If you cannot answer that question, you do not have a measurement problem. You have a strategic clarity problem. The measurement follows from knowing what you are trying to do. And what you are trying to do is create customers.
For organizations thinking through how to build the systems and strategies that support this, the broader conversation about go-to-market and growth strategy is where a lot of these threads connect. Customer creation does not happen in isolation from the commercial architecture around it.
Biopharma as a Case Study in Deliberate Customer Creation
The biopharma sector offers one of the most instructive examples of deliberate, structured customer creation. The stakes are high, the regulatory environment is constraining, and the product launch window is narrow. There is very little room for vague strategy or undifferentiated messaging.
BCG’s analysis of biopharma product launches identifies a consistent pattern among successful launches: they treat customer creation as a pre-launch discipline, not a post-launch scramble. Market shaping, physician education, payer engagement, and patient awareness all begin long before the product is available. By the time the product launches, the conditions for customer creation have already been established.
Most organizations outside pharma could learn from this approach. They wait until a product is ready before thinking seriously about who the customer is and how to reach them. The result is a launch that is reactive rather than prepared, and a customer creation process that is slower and more expensive than it needed to be.
The principle applies regardless of category. If you know who your customer is, what problem they have, and what will move them to act, you can begin building the conditions for customer creation well before you need them. That is not a marketing insight. It is a commercial one.
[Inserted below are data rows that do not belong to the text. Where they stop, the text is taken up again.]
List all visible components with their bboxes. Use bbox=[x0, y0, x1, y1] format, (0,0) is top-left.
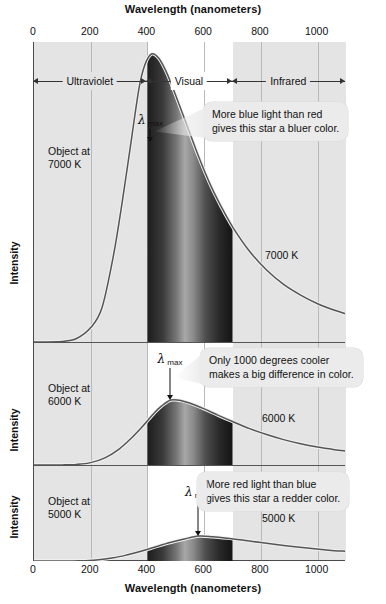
bottom-tick-row: 02004006008001000 bbox=[0, 563, 386, 577]
lambda-max-arrowhead bbox=[147, 137, 153, 142]
callout-5000: More red light than blue gives this star… bbox=[197, 472, 349, 511]
tick-label-400: 400 bbox=[138, 25, 156, 37]
bottom-axis-title: Wavelength (nanometers) bbox=[0, 582, 386, 594]
region-marker-infrared: Infrared bbox=[232, 72, 345, 90]
lambda-max-label: λ max bbox=[158, 352, 183, 366]
panel-separator-2 bbox=[34, 465, 345, 466]
lambda-max-arrowhead bbox=[195, 531, 201, 536]
callout-7000: More blue light than red gives this star… bbox=[203, 102, 348, 141]
y-axis-label-7000: Intensity bbox=[8, 237, 20, 289]
arrow-left-icon bbox=[33, 78, 38, 84]
lambda-max-stem bbox=[150, 129, 151, 137]
tick-label-600: 600 bbox=[194, 25, 212, 37]
object-label-6000: Object at 6000 K bbox=[48, 382, 90, 408]
region-label: Infrared bbox=[266, 72, 310, 90]
region-marker-visual: Visual bbox=[146, 72, 231, 90]
lambda-max-arrowhead bbox=[167, 395, 173, 400]
region-marker-ultraviolet: Ultraviolet bbox=[33, 72, 146, 90]
tick-label-400: 400 bbox=[138, 563, 156, 575]
y-axis-label-5000: Intensity bbox=[8, 491, 20, 543]
tick-label-200: 200 bbox=[81, 563, 99, 575]
arrow-right-icon bbox=[340, 78, 345, 84]
arrow-left-icon bbox=[146, 78, 151, 84]
tick-label-0: 0 bbox=[30, 563, 36, 575]
top-tick-row: 02004006008001000 bbox=[0, 25, 386, 39]
object-label-5000: Object at 5000 K bbox=[48, 495, 90, 521]
blackbody-chart: Wavelength (nanometers) 0200400600800100… bbox=[0, 0, 386, 604]
region-label: Ultraviolet bbox=[62, 72, 117, 90]
tick-label-800: 800 bbox=[251, 25, 269, 37]
callout-6000: Only 1000 degrees cooler makes a big dif… bbox=[200, 348, 363, 387]
curve-label-5000: 5000 K bbox=[262, 512, 295, 524]
tick-label-600: 600 bbox=[194, 563, 212, 575]
top-axis-title: Wavelength (nanometers) bbox=[0, 3, 386, 15]
region-label: Visual bbox=[171, 72, 207, 90]
y-axis-label-6000: Intensity bbox=[8, 404, 20, 456]
tick-label-200: 200 bbox=[81, 25, 99, 37]
lambda-max-stem bbox=[169, 368, 170, 395]
tick-label-800: 800 bbox=[251, 563, 269, 575]
tick-label-1000: 1000 bbox=[305, 25, 328, 37]
curve-label-6000: 6000 K bbox=[262, 412, 295, 424]
panel-separator-1 bbox=[34, 342, 345, 343]
lambda-max-label: λ max bbox=[138, 113, 163, 127]
tick-label-0: 0 bbox=[30, 25, 36, 37]
tick-label-1000: 1000 bbox=[305, 563, 328, 575]
arrow-left-icon bbox=[232, 78, 237, 84]
object-label-7000: Object at 7000 K bbox=[48, 145, 90, 171]
spectrum-region-bar: UltravioletVisualInfrared bbox=[33, 72, 345, 90]
curve-label-7000: 7000 K bbox=[265, 249, 298, 261]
The Organizational Conditions That Make Customer Creation Possible
Creating a customer is not a marketing department task. It is an organizational output. The marketing team can generate awareness and preference. Sales can convert. Product can deliver. Operations can retain. But if those functions are misaligned, the customer creation process breaks down somewhere in the middle, and no amount of campaign optimization will fix it.
When I was growing an agency from around twenty people to close to a hundred, the thing that made the difference was not the quality of the work, though the work mattered. It was the alignment between what we promised to clients and what we actually delivered. Customer creation in a services business is almost entirely reputation-driven. The clients we created came largely through referrals from clients we had already served well. The marketing investment was secondary to the operational quality.
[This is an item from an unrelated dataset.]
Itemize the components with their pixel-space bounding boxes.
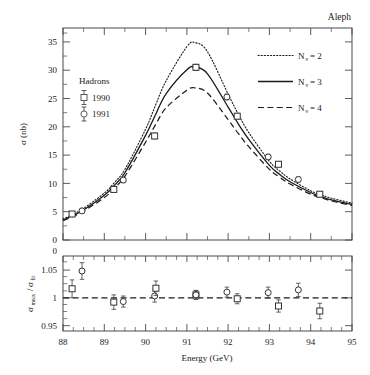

That experience sharpened my view on something I still believe: the organizations that are most effective at creating customers are the ones that have made themselves genuinely worth choosing. Not through positioning or messaging, but through the actual experience of working with them or buying from them. Marketing can accelerate that. It cannot substitute for it.
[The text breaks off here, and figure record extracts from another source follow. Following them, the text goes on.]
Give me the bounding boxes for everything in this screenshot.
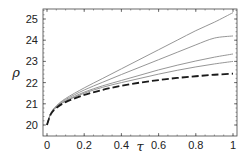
series-curve-1: [47, 13, 233, 125]
data-series: [47, 13, 233, 125]
y-tick-label: 20: [26, 119, 38, 131]
x-tick-label: 0.6: [151, 139, 166, 151]
plot-frame: [43, 9, 237, 136]
line-chart: 00.20.40.60.81 202122232425 τ ρ: [0, 0, 252, 153]
x-tick-label: 0: [44, 139, 50, 151]
x-tick-label: 1: [230, 139, 236, 151]
series-curve-2: [47, 36, 233, 125]
x-tick-label: 0.8: [188, 139, 203, 151]
y-tick-label: 25: [26, 13, 38, 25]
y-tick-label: 24: [26, 34, 38, 46]
x-axis-ticks: 00.20.40.60.81: [44, 9, 236, 151]
series-curve-5: [47, 74, 233, 125]
y-tick-label: 23: [26, 55, 38, 67]
y-tick-label: 21: [26, 98, 38, 110]
y-axis-label: ρ: [11, 65, 20, 80]
y-tick-label: 22: [26, 77, 38, 89]
x-tick-label: 0.2: [77, 139, 92, 151]
x-tick-label: 0.4: [114, 139, 129, 151]
series-curve-3: [47, 54, 233, 125]
x-axis-label: τ: [136, 139, 144, 153]
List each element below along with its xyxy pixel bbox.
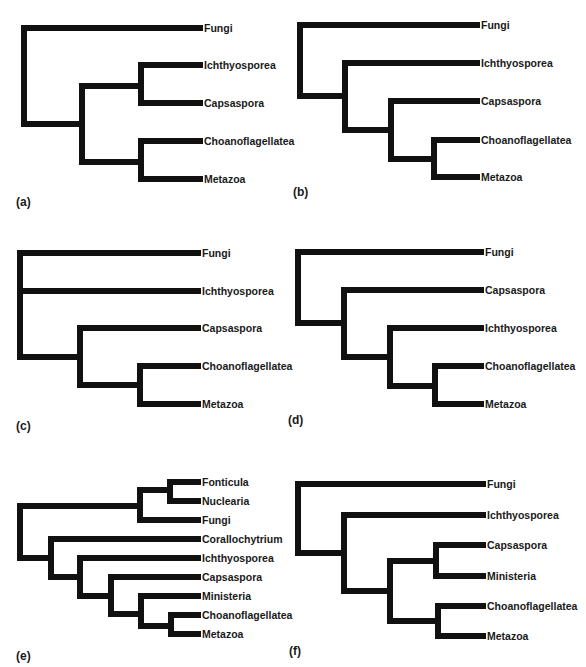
tree-panel-e: Fonticula Nuclearia Fungi Corallochytriu… [16, 476, 293, 663]
tree-panel-f: Fungi Ichthyosporea Capsaspora Ministeri… [289, 478, 578, 658]
tree-panel-b: Fungi Ichthyosporea Capsaspora Choanofla… [293, 19, 572, 199]
taxon-label: Choanoflagellatea [485, 360, 576, 372]
taxon-label: Capsaspora [485, 284, 545, 296]
taxon-label: Metazoa [202, 628, 244, 640]
panel-label-a: (a) [16, 195, 31, 209]
taxon-label: Fungi [487, 478, 516, 490]
taxon-label: Metazoa [487, 630, 529, 642]
taxon-label: Choanoflagellatea [202, 360, 293, 372]
taxon-label: Choanoflagellatea [487, 600, 578, 612]
taxon-label: Capsaspora [481, 95, 541, 107]
taxon-label: Fungi [202, 247, 231, 259]
taxon-label: Ministeria [487, 570, 536, 582]
taxon-label: Ichthyosporea [204, 59, 276, 71]
taxon-label: Ichthyosporea [481, 57, 553, 69]
taxon-label: Nuclearia [202, 495, 249, 507]
taxon-label: Capsaspora [204, 97, 264, 109]
taxon-label: Ichthyosporea [487, 509, 559, 521]
taxon-label: Choanoflagellatea [481, 134, 572, 146]
phylogeny-figure: Fungi Ichthyosporea Capsaspora Choanofla… [0, 0, 586, 667]
taxon-label: Fungi [485, 246, 514, 258]
taxon-label: Fonticula [202, 476, 249, 488]
taxon-label: Choanoflagellatea [204, 135, 295, 147]
taxon-label: Capsaspora [202, 571, 262, 583]
panel-label-b: (b) [293, 185, 308, 199]
taxon-label: Capsaspora [487, 539, 547, 551]
taxon-label: Ichthyosporea [202, 285, 274, 297]
panel-label-f: (f) [289, 644, 301, 658]
taxon-label: Capsaspora [202, 322, 262, 334]
tree-panel-c: Fungi Ichthyosporea Capsaspora Choanofla… [16, 247, 293, 433]
taxon-label: Metazoa [481, 171, 523, 183]
panel-label-d: (d) [288, 413, 303, 427]
panel-label-e: (e) [16, 649, 31, 663]
taxon-label: Corallochytrium [202, 533, 283, 545]
tree-panel-d: Fungi Capsaspora Ichthyosporea Choanofla… [288, 246, 576, 427]
taxon-label: Ichthyosporea [202, 552, 274, 564]
taxon-label: Ministeria [202, 590, 251, 602]
taxon-label: Fungi [204, 22, 233, 34]
taxon-label: Fungi [202, 514, 231, 526]
taxon-label: Metazoa [202, 398, 244, 410]
panel-label-c: (c) [16, 419, 31, 433]
taxon-label: Fungi [481, 19, 510, 31]
taxon-label: Ichthyosporea [485, 322, 557, 334]
tree-panel-a: Fungi Ichthyosporea Capsaspora Choanofla… [16, 22, 295, 209]
taxon-label: Metazoa [485, 398, 527, 410]
taxon-label: Metazoa [204, 173, 246, 185]
taxon-label: Choanoflagellatea [202, 609, 293, 621]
The organizational conditions that support customer creation include clear ownership of each stage of the customer experience, a feedback loop between customer experience and marketing strategy, and a leadership team that treats customer creation as a commercial priority rather than a departmental responsibility. When those conditions exist, marketing works. When they do not, marketing is expensive noise.
About the Author
Keith Lacy is a marketing strategist and former agency CEO with 20+ years of experience across agency leadership, performance marketing, and commercial strategy. He writes The Marketing Juice to cut through the noise and share what works.